There is a collection of the EMB's posters at the Manchester Art Gallery and some originals at the Victoria Falls Hotel, Zimbabwe, as well as the National Archives of Canada.[22]

References

  1. 1 2 3 4 Hack, Karl. "Selling Empire: The Empire Marketing Board". OpenLearn. The Open University. Retrieved 7 June 2013.
  2. "Empire Marketing Board". The Times. 21 May 1926. p. 16. Retrieved 7 June 2013.
  3. "Mr E. M. H. Lloyd". The Times. 29 January 1968. p. 8. Retrieved 7 June 2013.
  4. "Empire Products". The Times. 20 May 1927. p. 11. Retrieved 7 June 2013.
  5. Meredith, David (1 January 1987). "Imperial Images: The Empire Marketing Board, 1926-32". History Today: 31. ISSN 0018-2753. Retrieved 19 October 2015.
  6. Anthony, Scott (2012). Public Relations and the Making of Modern Britain. Manchester: Manchester University Press. p. 34. ISBN 978-0-7190-8457-7.
  7. Elliot, Walter (1931-06-26). "THE WORK OF THE EMPIRE MARKETING BOARD". Journal of the Royal Society of Arts. 79 (4101): 736–748. JSTOR 41358812.

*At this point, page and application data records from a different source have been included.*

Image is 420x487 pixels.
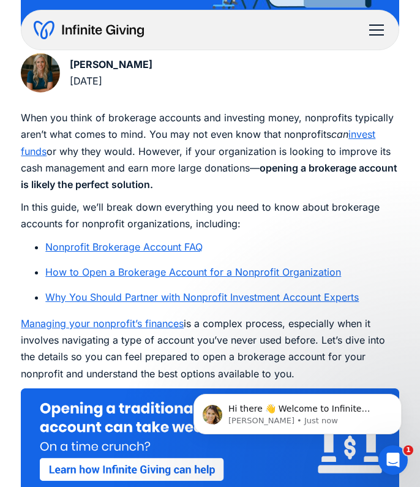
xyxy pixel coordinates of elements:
p: When you think of brokerage accounts and investing money, nonprofits typically aren’t what comes ... [21,110,398,193]
a: Nonprofit Brokerage Account FAQ [45,241,203,253]
em: can [331,128,348,140]
a: home [34,20,144,40]
div: [DATE] [70,73,152,89]
p: In this guide, we’ll break down everything you need to know about brokerage accounts for nonprofi... [21,199,398,232]
span: 1 [403,445,413,455]
iframe: Intercom live chat [378,445,408,474]
a: How to Open a Brokerage Account for a Nonprofit Organization [45,266,341,278]
div: menu [362,15,386,45]
div: [PERSON_NAME] [70,56,152,73]
a: invest funds [21,128,375,157]
strong: opening a brokerage account is likely the perfect solution. [21,162,397,190]
iframe: Intercom notifications message [175,368,420,453]
p: is a complex process, especially when it involves navigating a type of account you’ve never used ... [21,315,398,382]
a: [PERSON_NAME][DATE] [21,53,152,92]
a: Why You Should Partner with Nonprofit Investment Account Experts [45,291,359,303]
a: Managing your nonprofit’s finances [21,317,184,329]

  8. Anthony, Scott. "Empire Marketing Board Film Unit (1926-1933)". BFI Screenonline. British Film Institute. Retrieved 7 June 2013.
  9. John M. MacKenzie, ed. (1986). "9". Imperialism and Popular Culture. Manchester University Press. p. 209. ISBN 0719018684.
  10. Sexton, Jaime. "Drifters (1929)". BFI Screenonline. British Film Institute. Retrieved 7 June 2013.
  11. Drifters (1929) on IMDb
  12. Sexton, Jaime. "Song of Ceylon (1934)". BFI Screenonline. British Film Institute. Retrieved 7 June 2013.
  13. The Song Of Ceylon (1934) on IMDb
  14. John M. MacKenzie, ed. (1986). "9". Imperialism and Popular Culture. Manchester University Press. p. 214. ISBN 0719018684.
  15. Anthony, Scott. "Industrial Britain (1931)". BFI Screenonline. British Film Institute. Retrieved 7 June 2013.
  16. Industrial Britain (1933) on IMDb
  17. "One Family". Colonial Film: Moving Images of the British Empire. Arts and Humanities Research Council. Retrieved 7 June 2013.
  18. One Family (1930) on IMDb
  19. Barnes, Felicity (2014-01-01). "Bringing Another Empire Alive? The Empire Marketing Board and the Construction of Dominion Identity, 1926–33". The Journal of Imperial and Commonwealth History. 42 (1): 61–85. ISSN 0308-6534. doi:10.1080/03086534.2013.826456.
  20. Hall, Catherine; Rose, Sonya O. (2006). At Home With The British Empire: Metropolitan Culture and the Imperial World. London: Cambridge University Press. p. 295. ISBN 978-1-139-46009-5.
  21. Empire Marketing Board Report, Economic Affairs, Imperial Trade. EA1 154/4/15 Part 1. Archives New Zealand. 17 October 1930.
  22. "Archives Search". Library and Archives Canada. Government of Canada. Archived from the original on 1 June 2013. Retrieved 7 June 2013.